I prefer the word “condition.”
In a brilliant cartoon by the brilliant Gary Larson, a chubby boy with glasses is playing a tuba behind an outhouse. In the distance stand a small crowd of people. They have a flat expression as they look in the direction of the outhouse. From where that crowd is standing, they do not see the boy. They see the outhouse. They hear an extreme evacuation they believe is coming from inside the outhouse. You know what they think they are hearing. And it is not a tuba.
To me the outhouse represents stigma. Stigma is when we judge someone without really knowing who they are and why they do what they do. It is a stain of disgrace, associated with a particular circumstance, quality, or person. Very often stigma is shaming. Every time stigma is ostracizing.
It is ostracizing because it pushes a person out of one group and into a less respected group. That push is powered by mistrust. A stigmatized person is less valuable and not as trustworthy.
But that mistrust goes both ways. A person who feels less valued by you is less likely to trust you. Why should they? You don’t trust them?
When we stigmatize and apply labels, bias, and prejudice, we will miss each other’s music. When we can only see what is in front of us, obscured by preconception, we will miss each other’s music. When we do not see a person for who they are, a person influenced by their family, their society, their sense of self, and their biology, doing the best they can, we will miss each other’s music. When we treat each other with disrespect we will miss each other’s music. When we cannot look behind the outhouse, we will miss each other’s music. We will miss the music.
A diagnosis is, after all, a convenient and abbreviated way of describing a cluster of symptoms, descriptors of behavior communicated from one observer to another observer as an attempt to draw a picture of a particular type of person.
When a patient is described as bipolar, the image emerges of a person who has, at least somewhere, sometime in their life, experienced significant shifts in mood from depressed to manic, talking fast, making big plans, euphoric, omnipotent, grandiose, accompanied by some combination of recklessness, say spending more money than one safely can, promiscuity, incredible energy and impulsive execution of impulsive plans.

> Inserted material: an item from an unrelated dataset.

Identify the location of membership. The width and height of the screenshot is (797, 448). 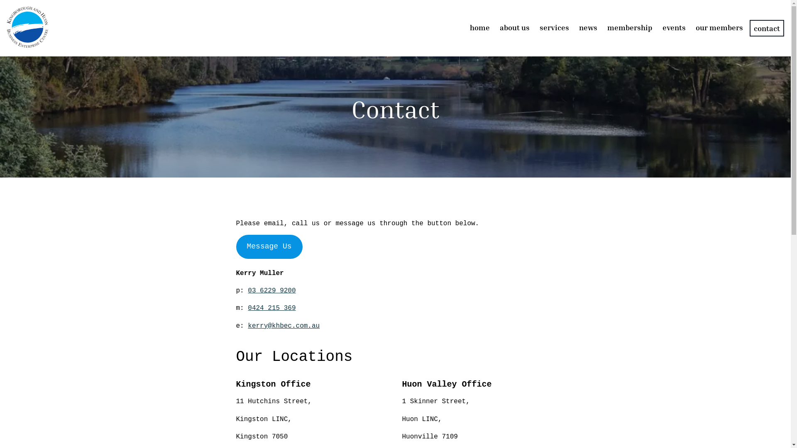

If you hear the diagnosis of ADHD, you may think of a kid, usually a boy, bouncing around in a classroom, or at home, or on the playground, “hyper.” He seems oblivious to the trouble he is causing, and maybe you wonder if he is actually doing it on purpose, whatever the disruption may be.
Or borderline. Borderline. Borderline personality disorder. Now that’s a diagnosis with a bad rap. “She’s borderline.” Sort of said with one of those, you-know-what-I-mean looks and attitude, usually about a woman who you don’t like and who may actually disgust you because of how they treat others and themselves.
To “carry” a diagnosis.
What a burden.
No wonder many people resist agreeing they have an illness, a diagnosis, or resist accepting they have anything wrong at all. Such a label defines them, and usually not in a particularly flattering light but instead as broken, inadequate, compromised, weak, disorganized, bad, incapable. Untrustworthy. Disordered.
This is particularly true in psychiatry, where a diagnosis of a mental illness sends a message to the uninformed: this person is “crazy.” Mental illness still carries an enormous stigma, in fact almost an irrational fear of the irrational. As a result, many people with mental illness are often given short shrift in the community, in some sense a modern-day leper, a pariah, perhaps to be tolerated but not to be trusted.
I believe that this untrustworthiness is the core belief contributing to the enormous stigma of mental illness. Can a person who is “crazy” be a person to be trusted?
A diagnosis does not define an individual, but it can throw the pallor of mistrust on a person already in need of support, for the warm blanket wrap of security and faith that they can remain valued, trusted, embraced by their small and larger interdependent collective.
Mental illness is not a choice. No one raises their hand and says, “Oo, Oo, please give me a dose of Anxiety Disorder.” Mental illness is not volitional.
But a human being is much, much more than a diagnosis. Each of us is trying the best we can, doing the best we can, always with the potential to change, adapt, evolve.
Let's stop using the word disorder and switch to condition. Words matter.
What do you think?
References
Outsmarting Anger: 7 Strategies for Defusing Our Most Dangerous Emotion, Joseph Shrand, M.D. Leigh Devine MS, Second Printing. 2021 Books Fluid Press.